“Thou must not,” said Nele, “deny the potency of charms. Come, Ulenspiegel.”

“I shall come.”

The next day he asked the magistrate that a clear-sighted and trusty soldier should take his place, to guard the tower and keep watch over the country.

And with Nele he went his way to the isle of birds.

Going across fields and dykes, they beheld little green lush islets, between which ran the sea water; and upon the slopes of green sward that came down to the very dunes an immense concourse of plovers, of sea mews and sea swallows, that stayed motionless and made the islets all white with their bodies; overhead circled and flew thousands of the same. The ground was full of nests: Ulenspiegel, stooping to pick up an egg upon the way, saw a sea mew come flitting to him, uttering a cry. At his appeal there came more than a hundred others, crying with grief and fear, hovering above Ulenspiegel and over the neighbour nests, but they did not venture to come close to him.

“Ulenspiegel,” said Nele, “these birds beg grace for their eggs.”

Then falling a-tremble, she said:

“I am afeared; there is the sun setting; the sky is white, the stars awaken; ’tis the spirits’ hour. See these red exhalations, gliding along the earth; Thyl, my beloved, what monster of hell is thus opening his fiery mouth in the mist? See from the side of Philip’s land, where the butcher king twice for his cruel ambition slaughtered so many poor men, see the dancing will-o’-the-wisps: ’tis the night when the souls of poor folk slain in battle quit the cold limbo of purgatory to come and be warmed again in the soft air of the earth: ’tis the hour when thou mayst ask aught of Christ, who is the God of good magicians.”

“The ashes beat upon my heart,” said Ulenspiegel. “If Christ could show me these Seven whose ashes cast to the wind were to make Flanders and the whole world happy!”

“Man of little faith,” said Nele, “thou wilt see them by virtue of the balsam.”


# WHAT TO DO
All records below must be retyped exactly.

= Beginning of Section =

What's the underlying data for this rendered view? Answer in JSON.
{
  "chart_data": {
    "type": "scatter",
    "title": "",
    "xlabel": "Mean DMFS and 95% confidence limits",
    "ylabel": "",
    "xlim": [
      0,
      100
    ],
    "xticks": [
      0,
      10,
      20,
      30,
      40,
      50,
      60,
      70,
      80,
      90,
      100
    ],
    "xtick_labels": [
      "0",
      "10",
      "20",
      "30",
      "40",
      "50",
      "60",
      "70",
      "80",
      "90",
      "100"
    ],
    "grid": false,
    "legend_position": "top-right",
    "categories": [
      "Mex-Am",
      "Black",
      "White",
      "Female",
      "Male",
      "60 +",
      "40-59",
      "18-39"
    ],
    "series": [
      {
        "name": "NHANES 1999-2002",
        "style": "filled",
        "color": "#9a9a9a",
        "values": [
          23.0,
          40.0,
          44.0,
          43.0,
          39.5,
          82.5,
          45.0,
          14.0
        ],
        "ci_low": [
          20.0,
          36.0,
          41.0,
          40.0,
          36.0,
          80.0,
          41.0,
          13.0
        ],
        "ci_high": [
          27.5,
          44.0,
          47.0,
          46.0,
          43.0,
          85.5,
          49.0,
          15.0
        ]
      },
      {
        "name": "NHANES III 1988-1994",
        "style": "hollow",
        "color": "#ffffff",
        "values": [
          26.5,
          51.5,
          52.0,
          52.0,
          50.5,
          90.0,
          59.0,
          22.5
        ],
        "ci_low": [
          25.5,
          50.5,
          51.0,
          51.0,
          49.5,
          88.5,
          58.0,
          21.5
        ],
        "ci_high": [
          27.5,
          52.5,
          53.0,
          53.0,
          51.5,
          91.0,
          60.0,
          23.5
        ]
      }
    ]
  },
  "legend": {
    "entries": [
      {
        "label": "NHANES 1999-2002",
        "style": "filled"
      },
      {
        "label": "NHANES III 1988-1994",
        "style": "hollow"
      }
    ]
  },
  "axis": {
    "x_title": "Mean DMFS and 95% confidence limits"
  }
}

= End of Section =

# EXPECTED OUTPUT
What's the underlying data for this rendered view? Answer in JSON.
{
  "chart_data": {
    "type": "scatter",
    "title": "",
    "xlabel": "Mean DMFS and 95% confidence limits",
    "ylabel": "",
    "xlim": [
      0,
      100
    ],
    "xticks": [
      0,
      10,
      20,
      30,
      40,
      50,
      60,
      70,
      80,
      90,
      100
    ],
    "xtick_labels": [
      "0",
      "10",
      "20",
      "30",
      "40",
      "50",
      "60",
      "70",
      "80",
      "90",
      "100"
    ],
    "grid": false,
    "legend_position": "top-right",
    "categories": [
      "Mex-Am",
      "Black",
      "White",
      "Female",
      "Male",
      "60 +",
      "40-59",
      "18-39"
    ],
    "series": [
      {
        "name": "NHANES 1999-2002",
        "style": "filled",
        "color": "#9a9a9a",
        "values": [
          23.0,
          40.0,
          44.0,
          43.0,
          39.5,
          82.5,
          45.0,
          14.0
        ],
        "ci_low": [
          20.0,
          36.0,
          41.0,
          40.0,
          36.0,
          80.0,
          41.0,
          13.0
        ],
        "ci_high": [
          27.5,
          44.0,
          47.0,
          46.0,
          43.0,
          85.5,
          49.0,
          15.0
        ]
      },
      {
        "name": "NHANES III 1988-1994",
        "style": "hollow",
        "color": "#ffffff",
        "values": [
          26.5,
          51.5,
          52.0,
          52.0,
          50.5,
          90.0,
          59.0,
          22.5
        ],
        "ci_low": [
          25.5,
          50.5,
          51.0,
          51.0,
          49.5,
          88.5,
          58.0,
          21.5
        ],
        "ci_high": [
          27.5,
          52.5,
          53.0,
          53.0,
          51.5,
          91.0,
          60.0,
          23.5
        ]
      }
    ]
  },
  "legend": {
    "entries": [
      {
        "label": "NHANES 1999-2002",
        "style": "filled"
      },
      {
        "label": "NHANES III 1988-1994",
        "style": "hollow"
      }
    ]
  },
  "axis": {
    "x_title": "Mean DMFS and 95% confidence limits"
  }
}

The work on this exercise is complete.